Next Tuesday’s presidential primaries include Illinois, the biggest state to vote so far that’s at least one-quarter Catholic. The returns from Chicago and its suburbs will help to show whether there’s a straight line from the fabled “Reagan Democrats” of the 1980s, largely Catholic and working-class, to the Republicans voting for Donald J. Trump this election cycle.
“Catholic Trumpism” will certainly get more scrutiny if the front-runner secures the Republican nomination with help from big wins in Connecticut, New Jersey, New York, Pennsylvania, Rhode Island and Wisconsin, the remaining states with large non-Hispanic Catholic populations. There is a “consensus among conservative Catholics” for Mr. Trump, writes Massimo Faggioli in the Italian version of the Huffington Post. “The xenophobic and nationalist candidate has earned the vote of a majority of Catholic Republicans, either unaware or uninterested in the fact that Pope Francis said, just three weeks ago during his return flight from Mexico, that Trump's message ‘is not Christian.’”
So far Mr. Trump has run best, if you look at his share of the combined Democratic and Republican votes, in some of the least Catholic areas of the country. By this measure, his strongest states so far have been Alabama, Mississippi and Tennessee, where the Catholic population is estimated to be less than 10 percent. He’s also won caucuses in Kentucky—which, along with Tennessee, turned against the Democrats when the party nominated both John F. Kennedy in 1960 and Barack Obama in 2008.
But Mr. Trump has also received almost half the Republican vote in Massachusetts, one of the two or three most Catholic states, and in Macomb County, Mich., long considered a bellwether for the working-class Catholic vote. We have mostly geographic data to work with because few exit polls have looked at religion other than dividing the electorate into evangelical and non-evangelical categories. The CNN poll in Massachusetts estimated that 50 percent of Republican voters were Catholic and that 53 percent of those voted Mr. Trump (versus 49 percent of all Republican voters). But it doesn’t have comparable data for the Democratic primary, which attracted about twice as many voters, so we don’t know how he fared there among Catholics against Hillary Clinton or Bernie Sanders.
The Pew Research Center’s 2014 Religious Landscape Study suggests fertile ground for Mr. Trump among Massachusetts Catholics: 59 percent favored “smaller government, fewer services” versus 36 percent for “bigger government, more services,” and 52 percent said government aid to the poor “does more harm than good.” My guess is that the respondents do not consider Social Security or Medicare or veterans’ benefits to be aid to the poor (ask your older relatives if you doubt this), so they would be amenable to Mr. Trump’s argument that government spending can be cut substantially by ending “waste, fraud and abuse.” The survey also found that 62 percent favored legal abortion “in all/most cases” and 64 percent favored same-sex marriage—which suggests they might be more comfortable with Mr. Trump, who doesn’t seem to have much interest in these issues, than with the more culturally conservative Ted Cruz or Marco Rubio. Pew did not research views on waterboarding or killing the families of terrorists, so we can only guess how Mr. Trump’s advocacy of both plays among Catholics.
There’s a different story in the late primary state of California, where the Pew numbers indicate that Catholics are more liberal on the role of government (60 percent support “bigger government, more services”) and also more pro-life (only 46 percent said abortion should be legal “in most/all cases”). Hispanics make up a much bigger share of the Catholic population there and in Florida, which also votes this Tuesday (and where Mr. Rubio is counting on Hispanics and Cuban-Americans in particular to save his political career). California Catholics are probably less receptive to Mr. Trump’s vague promises to reduce the size of government, and certainly less likely to be favorable toward his harsh views against immigration. But few of them are likely to vote in the Republican primary in California, so they would be of little help to any movement to stop Mr. Trump from getting his party’s nomination.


**What is being asked**
Where does the string "will" appear in the material? Copy each line that holds it.

**Input records**
------------------------------
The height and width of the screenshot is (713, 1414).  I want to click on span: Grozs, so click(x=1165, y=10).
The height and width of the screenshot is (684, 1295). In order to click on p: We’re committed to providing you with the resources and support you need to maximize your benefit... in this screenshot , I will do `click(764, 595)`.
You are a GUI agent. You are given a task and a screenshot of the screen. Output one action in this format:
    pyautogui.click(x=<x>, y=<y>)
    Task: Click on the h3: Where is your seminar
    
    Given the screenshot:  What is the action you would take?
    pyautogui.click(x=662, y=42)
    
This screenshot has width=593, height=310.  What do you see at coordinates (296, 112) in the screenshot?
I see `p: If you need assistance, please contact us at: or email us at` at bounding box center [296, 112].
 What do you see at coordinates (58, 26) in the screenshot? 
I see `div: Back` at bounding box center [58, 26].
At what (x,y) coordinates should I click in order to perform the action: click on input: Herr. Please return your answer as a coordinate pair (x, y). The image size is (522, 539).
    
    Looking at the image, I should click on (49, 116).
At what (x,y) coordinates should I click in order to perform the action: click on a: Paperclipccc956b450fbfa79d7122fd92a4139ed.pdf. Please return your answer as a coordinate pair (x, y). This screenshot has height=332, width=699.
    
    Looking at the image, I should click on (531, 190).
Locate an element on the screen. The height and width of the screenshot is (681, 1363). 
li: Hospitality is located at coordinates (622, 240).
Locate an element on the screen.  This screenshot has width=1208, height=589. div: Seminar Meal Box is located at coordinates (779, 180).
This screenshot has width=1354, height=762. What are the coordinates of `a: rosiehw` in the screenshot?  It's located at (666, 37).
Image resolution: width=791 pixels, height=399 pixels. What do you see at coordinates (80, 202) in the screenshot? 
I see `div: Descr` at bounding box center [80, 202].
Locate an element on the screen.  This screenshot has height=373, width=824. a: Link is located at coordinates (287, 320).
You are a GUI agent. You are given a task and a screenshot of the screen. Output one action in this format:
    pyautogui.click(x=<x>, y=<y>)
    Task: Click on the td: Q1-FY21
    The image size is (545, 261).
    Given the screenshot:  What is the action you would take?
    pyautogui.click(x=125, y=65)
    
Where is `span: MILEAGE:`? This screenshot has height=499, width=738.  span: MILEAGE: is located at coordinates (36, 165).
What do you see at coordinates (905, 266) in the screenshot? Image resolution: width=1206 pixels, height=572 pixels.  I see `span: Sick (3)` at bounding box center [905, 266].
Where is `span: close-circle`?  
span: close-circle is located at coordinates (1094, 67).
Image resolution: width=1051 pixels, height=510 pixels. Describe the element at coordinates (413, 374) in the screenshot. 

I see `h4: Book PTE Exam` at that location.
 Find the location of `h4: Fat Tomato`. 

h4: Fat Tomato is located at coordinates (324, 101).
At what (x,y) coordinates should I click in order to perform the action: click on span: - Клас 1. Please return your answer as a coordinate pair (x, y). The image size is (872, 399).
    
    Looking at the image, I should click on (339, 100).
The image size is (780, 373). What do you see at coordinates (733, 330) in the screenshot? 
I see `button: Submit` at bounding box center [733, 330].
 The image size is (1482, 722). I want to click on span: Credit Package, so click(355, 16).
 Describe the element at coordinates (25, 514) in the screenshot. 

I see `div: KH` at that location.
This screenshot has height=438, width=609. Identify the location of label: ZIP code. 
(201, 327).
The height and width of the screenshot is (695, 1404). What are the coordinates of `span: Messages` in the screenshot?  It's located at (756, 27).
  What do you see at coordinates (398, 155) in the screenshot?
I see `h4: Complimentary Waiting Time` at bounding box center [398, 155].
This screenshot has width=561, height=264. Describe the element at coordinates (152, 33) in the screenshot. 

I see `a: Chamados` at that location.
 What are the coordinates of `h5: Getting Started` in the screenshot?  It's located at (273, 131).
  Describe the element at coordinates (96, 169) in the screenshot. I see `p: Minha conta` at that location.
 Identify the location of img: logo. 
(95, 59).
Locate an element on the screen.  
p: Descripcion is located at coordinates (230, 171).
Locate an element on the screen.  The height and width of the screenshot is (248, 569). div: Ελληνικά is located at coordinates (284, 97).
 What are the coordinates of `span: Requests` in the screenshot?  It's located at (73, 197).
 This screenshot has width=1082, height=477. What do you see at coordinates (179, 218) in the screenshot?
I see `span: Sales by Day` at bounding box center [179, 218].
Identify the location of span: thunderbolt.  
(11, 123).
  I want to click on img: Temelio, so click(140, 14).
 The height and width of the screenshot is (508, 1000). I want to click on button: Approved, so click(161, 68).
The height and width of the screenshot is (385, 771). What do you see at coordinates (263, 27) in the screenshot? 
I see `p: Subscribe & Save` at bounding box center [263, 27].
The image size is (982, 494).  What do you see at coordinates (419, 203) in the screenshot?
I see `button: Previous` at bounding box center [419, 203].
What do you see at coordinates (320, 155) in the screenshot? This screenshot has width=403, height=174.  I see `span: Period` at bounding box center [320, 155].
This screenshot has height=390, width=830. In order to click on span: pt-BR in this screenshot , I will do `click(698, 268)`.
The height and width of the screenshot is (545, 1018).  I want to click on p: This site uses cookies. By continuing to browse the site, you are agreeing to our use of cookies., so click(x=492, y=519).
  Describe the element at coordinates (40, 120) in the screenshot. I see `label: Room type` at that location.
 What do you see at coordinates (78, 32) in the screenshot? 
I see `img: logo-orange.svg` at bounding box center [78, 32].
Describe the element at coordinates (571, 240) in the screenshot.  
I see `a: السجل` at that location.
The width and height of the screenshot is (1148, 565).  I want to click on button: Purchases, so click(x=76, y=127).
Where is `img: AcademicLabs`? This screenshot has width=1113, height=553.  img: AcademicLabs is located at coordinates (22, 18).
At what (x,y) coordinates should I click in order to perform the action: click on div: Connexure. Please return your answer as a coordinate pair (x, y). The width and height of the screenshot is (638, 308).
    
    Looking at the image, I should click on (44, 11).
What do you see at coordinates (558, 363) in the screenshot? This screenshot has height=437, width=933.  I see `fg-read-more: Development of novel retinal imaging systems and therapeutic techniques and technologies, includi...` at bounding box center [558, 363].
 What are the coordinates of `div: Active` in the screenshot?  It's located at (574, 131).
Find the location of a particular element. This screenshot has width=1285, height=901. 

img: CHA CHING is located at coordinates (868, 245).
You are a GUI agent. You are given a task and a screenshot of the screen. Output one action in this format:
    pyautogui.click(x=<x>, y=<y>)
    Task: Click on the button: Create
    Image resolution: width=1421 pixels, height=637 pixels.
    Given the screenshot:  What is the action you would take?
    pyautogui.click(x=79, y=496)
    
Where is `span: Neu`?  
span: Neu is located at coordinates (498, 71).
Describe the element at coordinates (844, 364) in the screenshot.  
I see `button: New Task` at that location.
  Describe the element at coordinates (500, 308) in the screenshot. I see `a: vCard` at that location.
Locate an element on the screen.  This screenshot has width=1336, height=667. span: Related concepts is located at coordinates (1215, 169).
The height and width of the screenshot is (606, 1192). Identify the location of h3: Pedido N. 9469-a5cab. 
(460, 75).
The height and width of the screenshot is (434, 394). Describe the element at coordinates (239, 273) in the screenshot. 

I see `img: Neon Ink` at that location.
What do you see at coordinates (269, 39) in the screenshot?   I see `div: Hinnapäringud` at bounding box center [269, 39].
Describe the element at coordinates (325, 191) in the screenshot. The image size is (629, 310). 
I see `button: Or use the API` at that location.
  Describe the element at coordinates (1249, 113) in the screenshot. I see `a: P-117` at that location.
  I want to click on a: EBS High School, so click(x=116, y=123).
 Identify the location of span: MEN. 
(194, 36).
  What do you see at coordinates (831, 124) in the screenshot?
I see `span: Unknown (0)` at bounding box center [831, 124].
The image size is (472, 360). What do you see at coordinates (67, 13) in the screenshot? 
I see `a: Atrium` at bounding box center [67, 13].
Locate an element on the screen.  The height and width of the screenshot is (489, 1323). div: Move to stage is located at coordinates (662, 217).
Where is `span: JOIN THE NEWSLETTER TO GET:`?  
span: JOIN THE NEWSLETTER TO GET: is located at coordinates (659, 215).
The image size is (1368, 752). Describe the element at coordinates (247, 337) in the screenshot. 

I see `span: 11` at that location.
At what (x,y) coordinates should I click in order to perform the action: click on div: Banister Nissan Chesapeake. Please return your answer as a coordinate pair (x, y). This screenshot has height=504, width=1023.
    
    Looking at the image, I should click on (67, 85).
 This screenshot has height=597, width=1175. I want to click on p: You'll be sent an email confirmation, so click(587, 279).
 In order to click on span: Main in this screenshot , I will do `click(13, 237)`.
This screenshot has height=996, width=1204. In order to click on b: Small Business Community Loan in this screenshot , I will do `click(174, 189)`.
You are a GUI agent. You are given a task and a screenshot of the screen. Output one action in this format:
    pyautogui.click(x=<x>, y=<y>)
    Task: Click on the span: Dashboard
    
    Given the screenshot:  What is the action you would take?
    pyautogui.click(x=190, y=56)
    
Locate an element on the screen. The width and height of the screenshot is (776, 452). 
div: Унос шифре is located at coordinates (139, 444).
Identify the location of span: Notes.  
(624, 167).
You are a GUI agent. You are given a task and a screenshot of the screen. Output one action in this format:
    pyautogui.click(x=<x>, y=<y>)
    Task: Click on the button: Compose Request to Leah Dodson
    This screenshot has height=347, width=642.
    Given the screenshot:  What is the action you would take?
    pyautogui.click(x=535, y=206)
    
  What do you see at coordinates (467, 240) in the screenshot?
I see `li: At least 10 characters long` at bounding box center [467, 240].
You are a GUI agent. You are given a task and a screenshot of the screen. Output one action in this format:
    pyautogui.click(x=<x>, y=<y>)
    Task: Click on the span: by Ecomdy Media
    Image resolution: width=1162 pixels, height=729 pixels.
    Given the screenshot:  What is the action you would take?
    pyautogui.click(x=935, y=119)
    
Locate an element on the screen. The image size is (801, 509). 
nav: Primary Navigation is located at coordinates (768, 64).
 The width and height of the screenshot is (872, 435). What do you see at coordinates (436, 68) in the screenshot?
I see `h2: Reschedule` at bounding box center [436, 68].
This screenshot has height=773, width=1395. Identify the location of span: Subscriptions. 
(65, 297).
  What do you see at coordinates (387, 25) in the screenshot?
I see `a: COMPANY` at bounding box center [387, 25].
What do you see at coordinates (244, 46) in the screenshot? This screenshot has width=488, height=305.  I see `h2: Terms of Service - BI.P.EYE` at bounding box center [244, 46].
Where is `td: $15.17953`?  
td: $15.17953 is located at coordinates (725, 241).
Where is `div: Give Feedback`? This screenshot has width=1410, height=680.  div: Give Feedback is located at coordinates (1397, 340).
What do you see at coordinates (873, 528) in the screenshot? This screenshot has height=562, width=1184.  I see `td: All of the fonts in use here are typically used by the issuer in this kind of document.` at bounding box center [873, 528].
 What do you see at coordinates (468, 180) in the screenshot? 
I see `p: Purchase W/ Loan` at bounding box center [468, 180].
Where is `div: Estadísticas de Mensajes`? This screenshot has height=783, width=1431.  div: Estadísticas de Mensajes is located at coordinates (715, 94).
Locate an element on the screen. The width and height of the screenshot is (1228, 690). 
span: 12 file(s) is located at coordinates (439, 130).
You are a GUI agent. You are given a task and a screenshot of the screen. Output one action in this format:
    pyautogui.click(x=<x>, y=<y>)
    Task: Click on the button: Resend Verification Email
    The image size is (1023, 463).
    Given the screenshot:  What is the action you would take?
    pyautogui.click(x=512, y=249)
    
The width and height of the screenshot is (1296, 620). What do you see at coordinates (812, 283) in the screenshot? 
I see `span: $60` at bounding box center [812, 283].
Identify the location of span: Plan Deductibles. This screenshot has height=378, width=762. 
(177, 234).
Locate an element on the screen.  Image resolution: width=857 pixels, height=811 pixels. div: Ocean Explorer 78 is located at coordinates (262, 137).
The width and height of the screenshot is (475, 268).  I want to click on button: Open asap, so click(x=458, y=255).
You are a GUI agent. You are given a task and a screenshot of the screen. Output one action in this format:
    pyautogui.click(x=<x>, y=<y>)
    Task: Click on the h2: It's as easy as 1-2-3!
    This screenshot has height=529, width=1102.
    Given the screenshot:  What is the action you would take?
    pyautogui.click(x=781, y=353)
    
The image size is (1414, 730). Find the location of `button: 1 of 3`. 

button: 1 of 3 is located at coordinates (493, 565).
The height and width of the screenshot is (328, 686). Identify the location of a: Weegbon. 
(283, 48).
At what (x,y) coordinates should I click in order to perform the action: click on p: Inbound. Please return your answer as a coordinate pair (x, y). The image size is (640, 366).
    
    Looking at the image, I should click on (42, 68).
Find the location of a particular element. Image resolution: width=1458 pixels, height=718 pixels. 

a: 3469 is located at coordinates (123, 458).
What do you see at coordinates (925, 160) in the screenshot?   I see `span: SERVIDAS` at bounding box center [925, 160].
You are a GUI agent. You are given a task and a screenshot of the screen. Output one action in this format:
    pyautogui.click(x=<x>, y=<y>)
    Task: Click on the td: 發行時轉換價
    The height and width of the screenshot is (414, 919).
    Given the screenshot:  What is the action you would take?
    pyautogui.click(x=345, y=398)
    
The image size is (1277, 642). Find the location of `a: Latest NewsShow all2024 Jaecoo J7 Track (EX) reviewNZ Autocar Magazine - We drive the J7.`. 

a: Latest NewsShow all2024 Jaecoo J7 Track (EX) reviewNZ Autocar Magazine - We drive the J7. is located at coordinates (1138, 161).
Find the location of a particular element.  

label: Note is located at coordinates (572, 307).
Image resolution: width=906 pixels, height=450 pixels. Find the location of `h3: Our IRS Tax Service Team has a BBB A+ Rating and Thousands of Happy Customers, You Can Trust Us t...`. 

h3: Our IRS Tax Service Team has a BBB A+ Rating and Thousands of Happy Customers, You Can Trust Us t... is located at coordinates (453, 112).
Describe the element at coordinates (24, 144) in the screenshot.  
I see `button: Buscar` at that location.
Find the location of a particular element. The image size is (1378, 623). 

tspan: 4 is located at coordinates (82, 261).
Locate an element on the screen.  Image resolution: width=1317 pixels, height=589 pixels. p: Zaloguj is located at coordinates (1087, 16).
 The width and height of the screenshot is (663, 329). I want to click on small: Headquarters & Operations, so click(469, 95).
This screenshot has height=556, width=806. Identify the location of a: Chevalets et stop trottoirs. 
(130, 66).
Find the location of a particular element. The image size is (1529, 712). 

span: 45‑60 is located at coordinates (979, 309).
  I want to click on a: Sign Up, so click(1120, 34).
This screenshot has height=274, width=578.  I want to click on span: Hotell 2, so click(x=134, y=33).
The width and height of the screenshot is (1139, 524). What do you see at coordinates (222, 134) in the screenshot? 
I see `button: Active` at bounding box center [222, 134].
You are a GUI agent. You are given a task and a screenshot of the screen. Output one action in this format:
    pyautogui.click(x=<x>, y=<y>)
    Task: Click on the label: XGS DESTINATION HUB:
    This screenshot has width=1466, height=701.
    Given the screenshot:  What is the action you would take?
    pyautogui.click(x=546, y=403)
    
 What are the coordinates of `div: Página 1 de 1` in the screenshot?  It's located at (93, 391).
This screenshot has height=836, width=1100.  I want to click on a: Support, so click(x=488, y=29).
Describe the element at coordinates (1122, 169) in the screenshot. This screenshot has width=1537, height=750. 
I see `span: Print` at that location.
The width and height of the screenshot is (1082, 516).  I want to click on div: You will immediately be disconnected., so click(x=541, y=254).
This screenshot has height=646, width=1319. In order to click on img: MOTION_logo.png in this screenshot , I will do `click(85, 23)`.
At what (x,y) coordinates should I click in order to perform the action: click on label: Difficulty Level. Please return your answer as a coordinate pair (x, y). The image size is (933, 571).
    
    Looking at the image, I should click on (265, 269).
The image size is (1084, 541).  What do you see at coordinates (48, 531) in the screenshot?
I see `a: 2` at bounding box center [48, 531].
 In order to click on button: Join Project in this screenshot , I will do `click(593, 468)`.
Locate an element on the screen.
------------------------------
**Answer space**
The height and width of the screenshot is (684, 1295). In order to click on p: We’re committed to providing you with the resources and support you need to maximize your benefit... in this screenshot , I will do `click(764, 595)`.
This screenshot has height=390, width=830. In order to click on span: pt-BR in this screenshot , I will do `click(698, 268)`.
 In order to click on span: Main in this screenshot , I will do `click(13, 237)`.
This screenshot has height=996, width=1204. In order to click on b: Small Business Community Loan in this screenshot , I will do `click(174, 189)`.
The width and height of the screenshot is (1082, 516).  I want to click on div: You will immediately be disconnected., so click(x=541, y=254).
This screenshot has height=646, width=1319. In order to click on img: MOTION_logo.png in this screenshot , I will do `click(85, 23)`.
 In order to click on button: Join Project in this screenshot , I will do `click(593, 468)`.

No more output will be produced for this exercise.